Stored items:
^^^^

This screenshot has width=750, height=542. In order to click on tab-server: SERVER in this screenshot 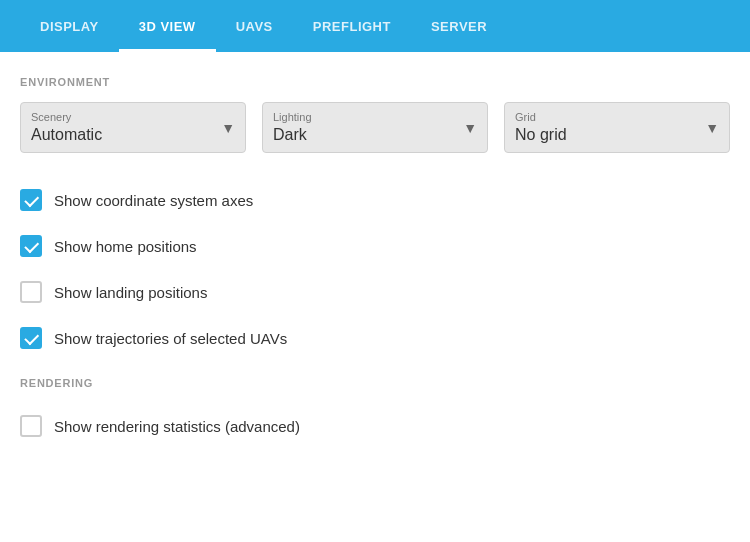, I will do `click(459, 26)`.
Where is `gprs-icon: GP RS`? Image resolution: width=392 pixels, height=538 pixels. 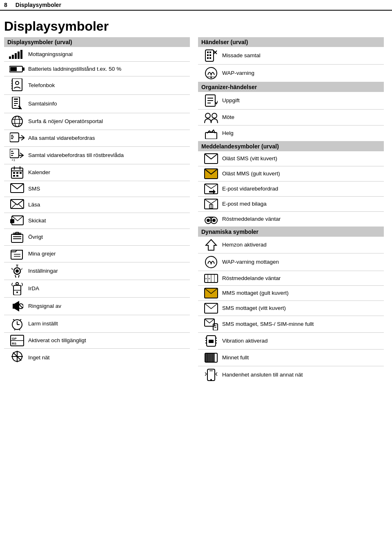 gprs-icon: GP RS is located at coordinates (17, 341).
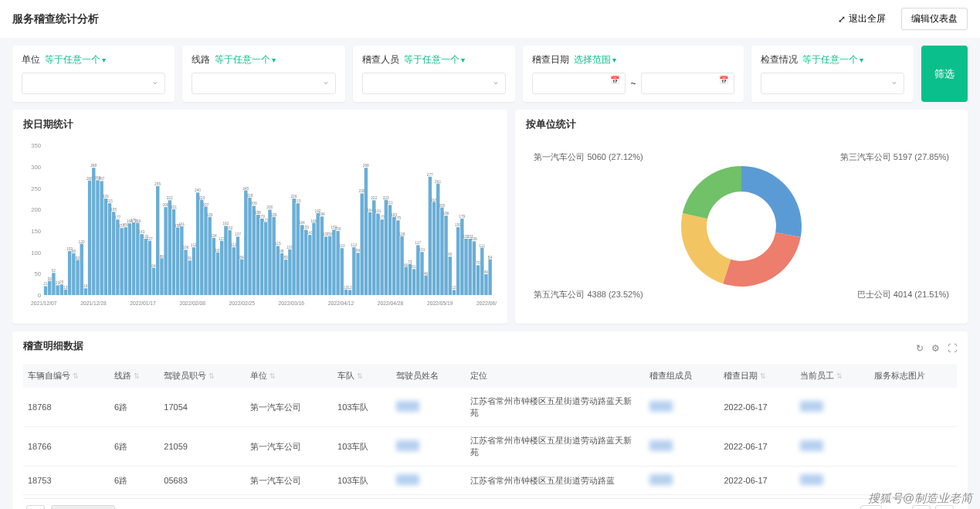 The width and height of the screenshot is (980, 509). Describe the element at coordinates (434, 60) in the screenshot. I see `filter-inspector-op: 等于任意一个` at that location.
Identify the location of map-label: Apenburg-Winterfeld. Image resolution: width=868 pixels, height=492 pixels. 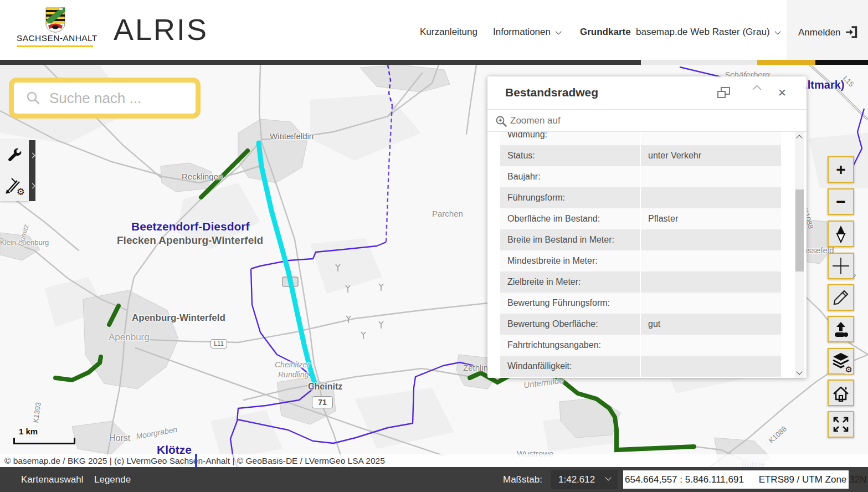
(178, 318).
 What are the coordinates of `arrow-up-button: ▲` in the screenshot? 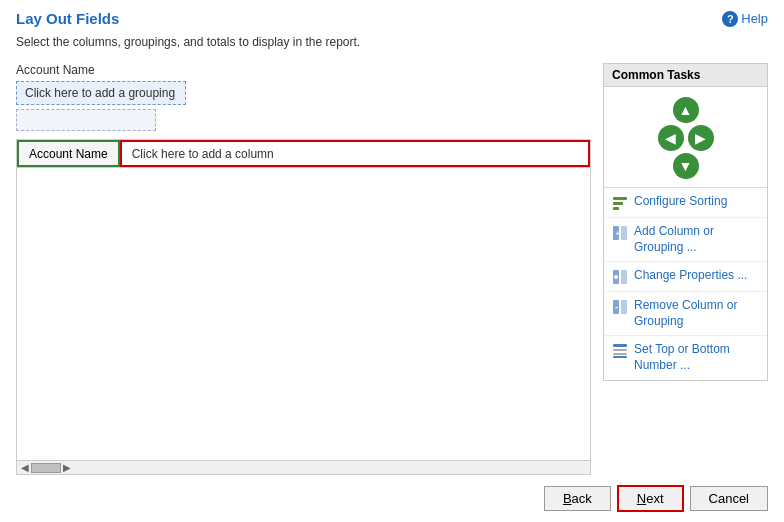 It's located at (686, 110).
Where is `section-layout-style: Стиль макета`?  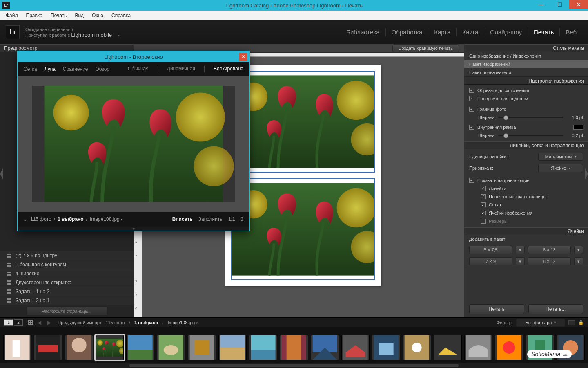 section-layout-style: Стиль макета is located at coordinates (526, 48).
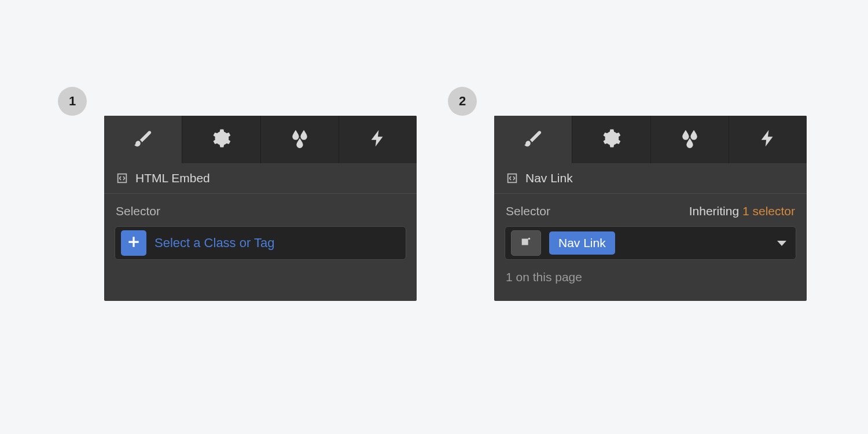 The width and height of the screenshot is (868, 434). What do you see at coordinates (742, 211) in the screenshot?
I see `inheriting-info: Inheriting 1 selector` at bounding box center [742, 211].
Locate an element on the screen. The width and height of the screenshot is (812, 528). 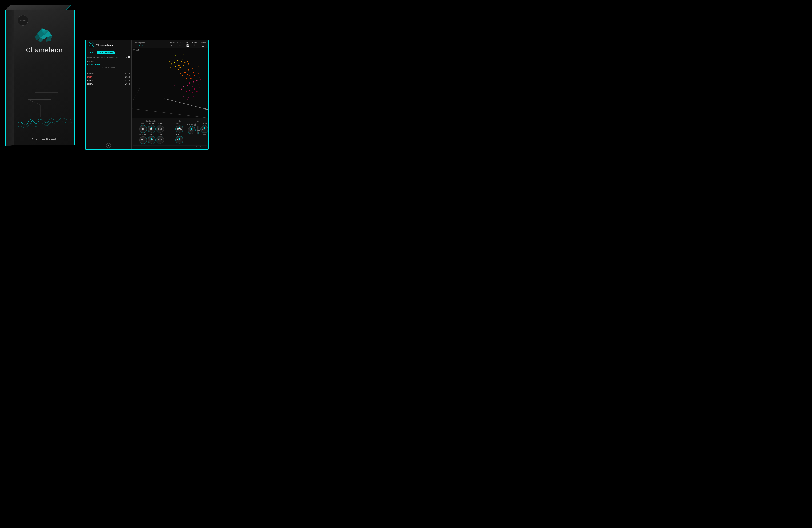
reload-icon: ↺ is located at coordinates (180, 45).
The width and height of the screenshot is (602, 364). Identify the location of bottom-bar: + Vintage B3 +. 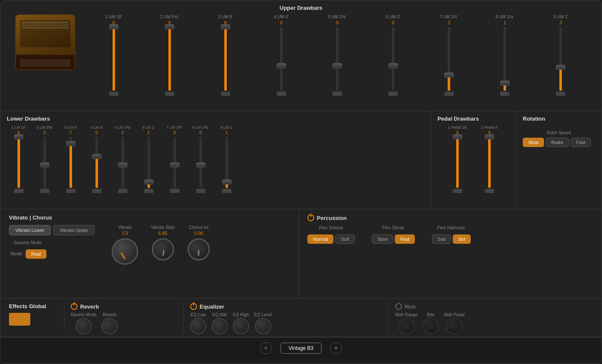
(301, 348).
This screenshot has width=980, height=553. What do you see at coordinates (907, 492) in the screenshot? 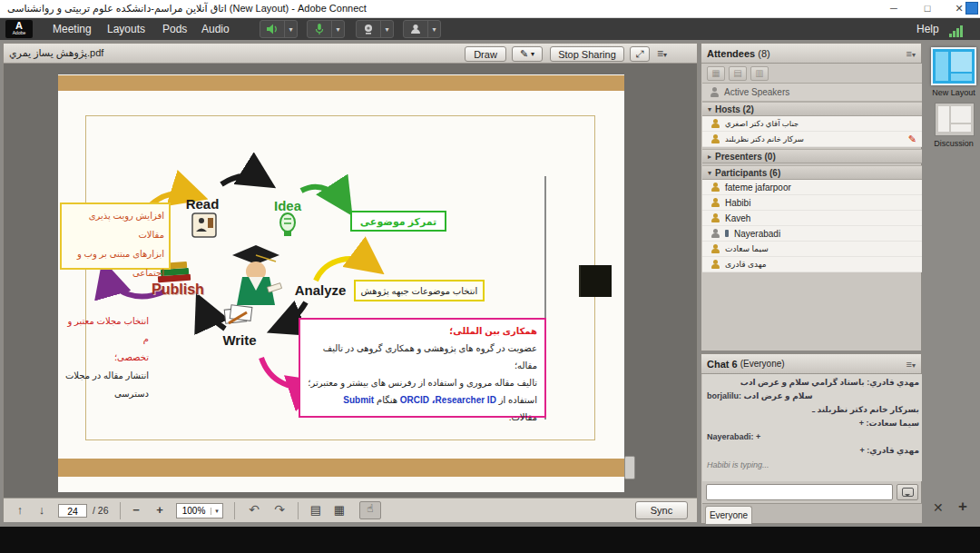
I see `chat-bubble-icon` at bounding box center [907, 492].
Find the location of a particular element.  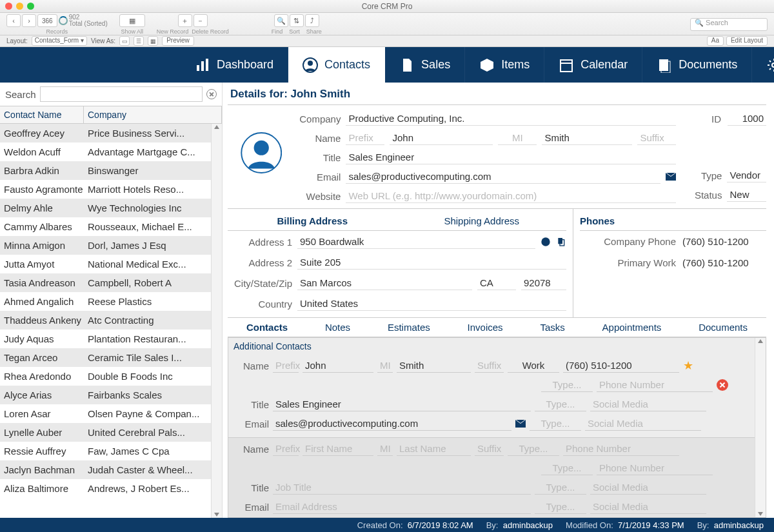

star-icon: ★ is located at coordinates (688, 366).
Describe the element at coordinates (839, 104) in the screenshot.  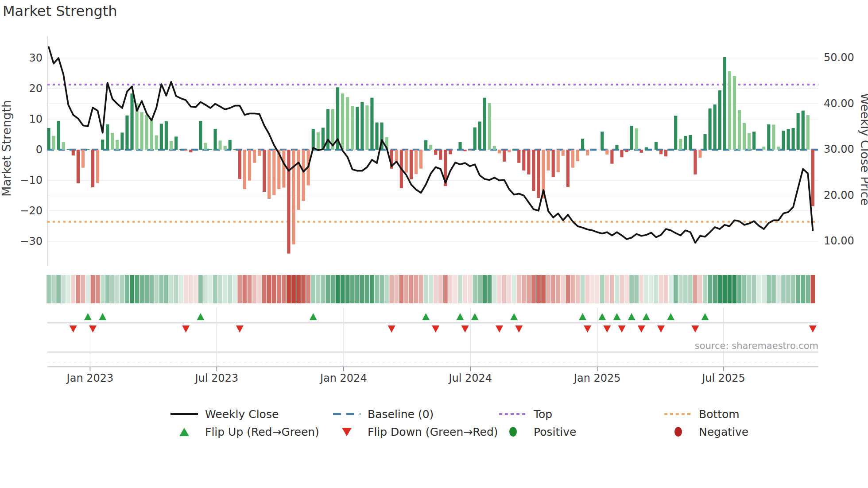
I see `right-axis-tick: 40.00` at that location.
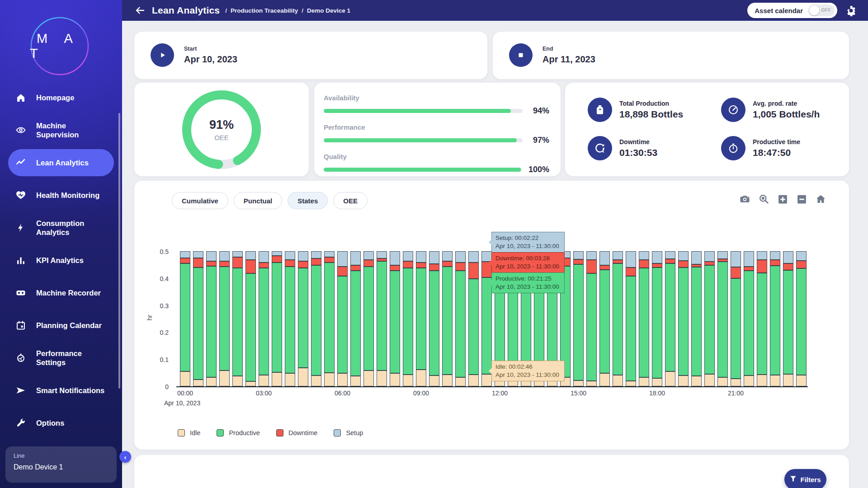 The image size is (868, 488). What do you see at coordinates (316, 320) in the screenshot?
I see `bar-10-productive-segment` at bounding box center [316, 320].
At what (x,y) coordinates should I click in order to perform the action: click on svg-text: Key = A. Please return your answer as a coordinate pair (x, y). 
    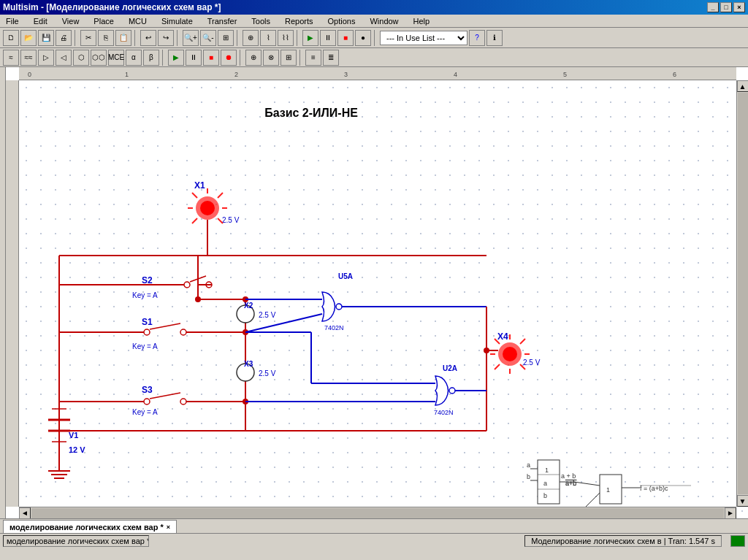
    Looking at the image, I should click on (145, 412).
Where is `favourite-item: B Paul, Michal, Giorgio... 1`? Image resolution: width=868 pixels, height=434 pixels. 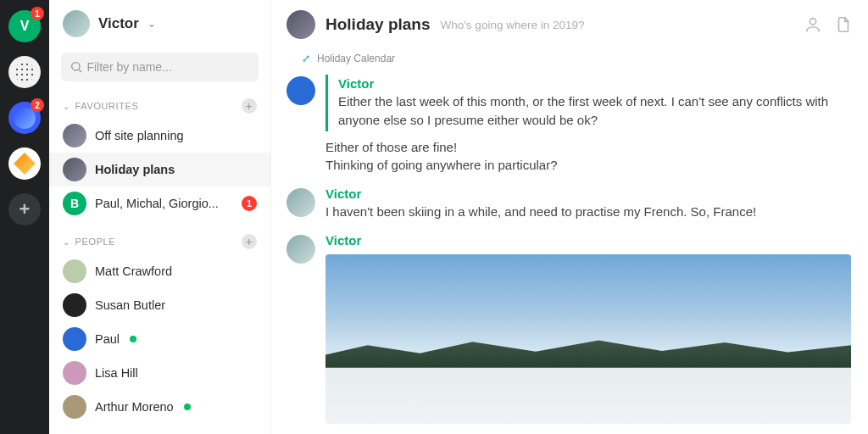
favourite-item: B Paul, Michal, Giorgio... 1 is located at coordinates (159, 203).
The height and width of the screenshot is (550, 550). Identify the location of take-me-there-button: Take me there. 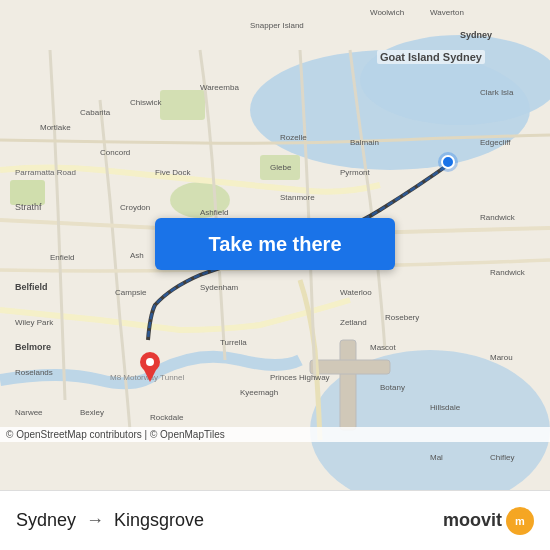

^^^^

- [WHAT NEEDS TO BE DONE]:
Leave every picture out and return exactly the lines from the one holding "The width and height of the screenshot is (602, 364)." through the end of the records above, both ends included, and nothing more.

- [TASK OUTPUT]:
The width and height of the screenshot is (602, 364). Identify the location of bottom-bar: + Vintage B3 +. 
(301, 348).
This screenshot has width=980, height=553. What do you see at coordinates (907, 492) in the screenshot? 
I see `chat-bubble-icon` at bounding box center [907, 492].
Find the location of a particular element.  

star-icon: ★ is located at coordinates (688, 366).
Describe the element at coordinates (839, 104) in the screenshot.  
I see `right-axis-tick: 40.00` at that location.
 The image size is (868, 488). What do you see at coordinates (316, 320) in the screenshot?
I see `bar-10-productive-segment` at bounding box center [316, 320].
At what (x,y) coordinates should I click in order to perform the action: click on svg-text: Key = A. Please return your answer as a coordinate pair (x, y). 
    Looking at the image, I should click on (145, 412).
Where is `favourite-item: B Paul, Michal, Giorgio... 1`? Image resolution: width=868 pixels, height=434 pixels. 
favourite-item: B Paul, Michal, Giorgio... 1 is located at coordinates (159, 203).
The height and width of the screenshot is (550, 550). Identify the location of take-me-there-button: Take me there. 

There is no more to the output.